MurrBot

June 26, 2024

An AI Chatbot fine-tuned on lines of the character Murr from the Japanese mobile game Promise of Wizard.

Overview

MurrBot is an AI chatbot that uses the Microsoft DialoGPT conversational model. It was fine-tuned on lines of the character Murr from the Japanese mobile game Mahoustukai no Yakusoku, also known as Promise of Wizard.

The GitHub repo for this project can be found here, and the dataset that I used to train this model can be found on Kaggle.

This model is hosted on Hugging Face. You can chat with it directly in the hosted inference API, or go to this link to use the demo app hosted on Hugging Face Spaces.

Alternatively, you can invite the bot to your Discord server by clicking here and following the listed instructions! Once the bot is added to the server, you can call the bot using /chat and continue chatting with the bot in the created thread.

« Eanul Rambul »

Murr Hart. His professions are: a jeweler, a philosopher, a professor of mineralogy, an astronomer, a mathematician, an inventor, a renowned scholar…. … One phrase is enough: “A lunatic genius.”

The MurrBot model was trained on the lines of Murr, an eccentric wizard whose soul was shattered by the moon. « Eanul Rambul » is the spell that Murr uses to cast magic.

This project was mainly inspired by this Github repo. The code in the Jupyter notebook I used to train the model was adapted from the aformentioned repo, this Medium article and this tutorial.

Parsing the data and training the model

Thanks to the hard work of the translation team healingbonds on Dreamwidth, many stories from Promise of Wizard have been translated into English. For this model, I used the scripts from part 1 of the main story and Murr’s affection story.
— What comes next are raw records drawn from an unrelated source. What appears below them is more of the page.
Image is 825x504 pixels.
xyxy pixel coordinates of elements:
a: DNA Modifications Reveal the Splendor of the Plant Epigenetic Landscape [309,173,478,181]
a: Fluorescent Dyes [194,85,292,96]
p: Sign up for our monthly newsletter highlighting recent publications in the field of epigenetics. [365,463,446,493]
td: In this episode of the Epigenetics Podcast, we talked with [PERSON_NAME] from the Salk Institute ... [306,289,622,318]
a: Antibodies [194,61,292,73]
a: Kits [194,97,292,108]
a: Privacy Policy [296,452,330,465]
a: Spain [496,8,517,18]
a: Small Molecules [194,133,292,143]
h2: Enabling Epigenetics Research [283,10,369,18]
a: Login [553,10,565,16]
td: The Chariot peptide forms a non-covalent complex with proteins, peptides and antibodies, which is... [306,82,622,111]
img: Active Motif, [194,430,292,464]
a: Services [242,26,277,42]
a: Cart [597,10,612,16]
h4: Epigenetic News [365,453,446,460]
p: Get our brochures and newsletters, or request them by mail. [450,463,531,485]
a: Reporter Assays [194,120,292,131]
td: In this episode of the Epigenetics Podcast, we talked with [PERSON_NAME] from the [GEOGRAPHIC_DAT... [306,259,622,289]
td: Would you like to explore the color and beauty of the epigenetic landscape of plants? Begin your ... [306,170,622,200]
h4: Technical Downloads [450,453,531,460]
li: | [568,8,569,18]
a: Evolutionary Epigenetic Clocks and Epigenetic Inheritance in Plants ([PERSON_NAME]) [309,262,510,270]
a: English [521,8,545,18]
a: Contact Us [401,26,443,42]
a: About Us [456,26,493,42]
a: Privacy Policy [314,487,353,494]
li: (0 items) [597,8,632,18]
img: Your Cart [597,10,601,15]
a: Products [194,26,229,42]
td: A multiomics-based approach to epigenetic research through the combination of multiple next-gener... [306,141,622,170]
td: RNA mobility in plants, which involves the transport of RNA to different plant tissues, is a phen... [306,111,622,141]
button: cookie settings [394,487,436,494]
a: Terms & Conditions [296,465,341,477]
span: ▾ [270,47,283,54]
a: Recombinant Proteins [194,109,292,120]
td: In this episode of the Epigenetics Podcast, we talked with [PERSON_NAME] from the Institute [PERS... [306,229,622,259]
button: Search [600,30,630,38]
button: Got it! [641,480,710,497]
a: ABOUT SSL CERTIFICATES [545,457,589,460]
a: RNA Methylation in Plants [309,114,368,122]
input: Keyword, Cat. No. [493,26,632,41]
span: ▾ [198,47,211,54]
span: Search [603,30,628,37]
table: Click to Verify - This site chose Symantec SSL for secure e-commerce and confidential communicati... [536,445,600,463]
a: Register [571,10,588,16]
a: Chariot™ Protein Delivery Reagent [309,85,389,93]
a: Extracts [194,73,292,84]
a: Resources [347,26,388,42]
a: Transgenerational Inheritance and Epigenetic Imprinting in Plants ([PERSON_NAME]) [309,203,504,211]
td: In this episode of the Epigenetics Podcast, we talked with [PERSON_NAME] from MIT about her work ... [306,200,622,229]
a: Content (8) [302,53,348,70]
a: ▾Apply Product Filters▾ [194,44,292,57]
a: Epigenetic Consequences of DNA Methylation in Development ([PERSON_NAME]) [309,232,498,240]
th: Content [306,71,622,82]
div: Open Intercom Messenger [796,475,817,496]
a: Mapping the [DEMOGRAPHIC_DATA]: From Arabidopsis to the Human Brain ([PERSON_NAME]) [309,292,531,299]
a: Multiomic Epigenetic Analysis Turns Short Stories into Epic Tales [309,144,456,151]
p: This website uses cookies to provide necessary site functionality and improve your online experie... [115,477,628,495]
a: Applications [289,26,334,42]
Next, I parsed the raw text files using pandas and separated the character names and dialogue lines. The final csv file that was used to train the model can be found here.

The model training process was relatively straightforward. In a Jupyter notebook, I converted my dataset into a format that my model could read. Since I only have a small dataset, actually training the model took less than ten minutes.

Deployment

Once I finished training the model, the next step was deploying the model. I had one goal in mind: to get MurrBot working as a Discord bot. Unfortunately, this process was not as easy as I had first hoped.

Firstly, I deployed my newly trained model to the Hugging Face Hub. This part went smoothly and I was quickly able to chat with MurrBot using Hugging Face’s built-in inference API.

A demo of MurrBot Try MurrBot out for yourself here!

Initially, my plan was to call Hugging Face’s inference API and the Discord API directly from a Python file running on Replit. However, I ran into an issue where the payload would not parse properly. When hours of debugging and searching for solutions did not fix my problem, I decided that I would have to figure out a plan B.

Thankfully, there is another way to deploy a Discord bot from a model hosted on Hugging Face. After deploying my model to Hugging Face Spaces, I used the gradio module to deploy my Discord bot. Now, my bot is up and running!

Final thoughts

Although things did not go as smoothly as I first expected, I really enjoyed working on this project. With this project now under my belt, I’ll hopefully be able to train and fine-tune even better and more impressive models!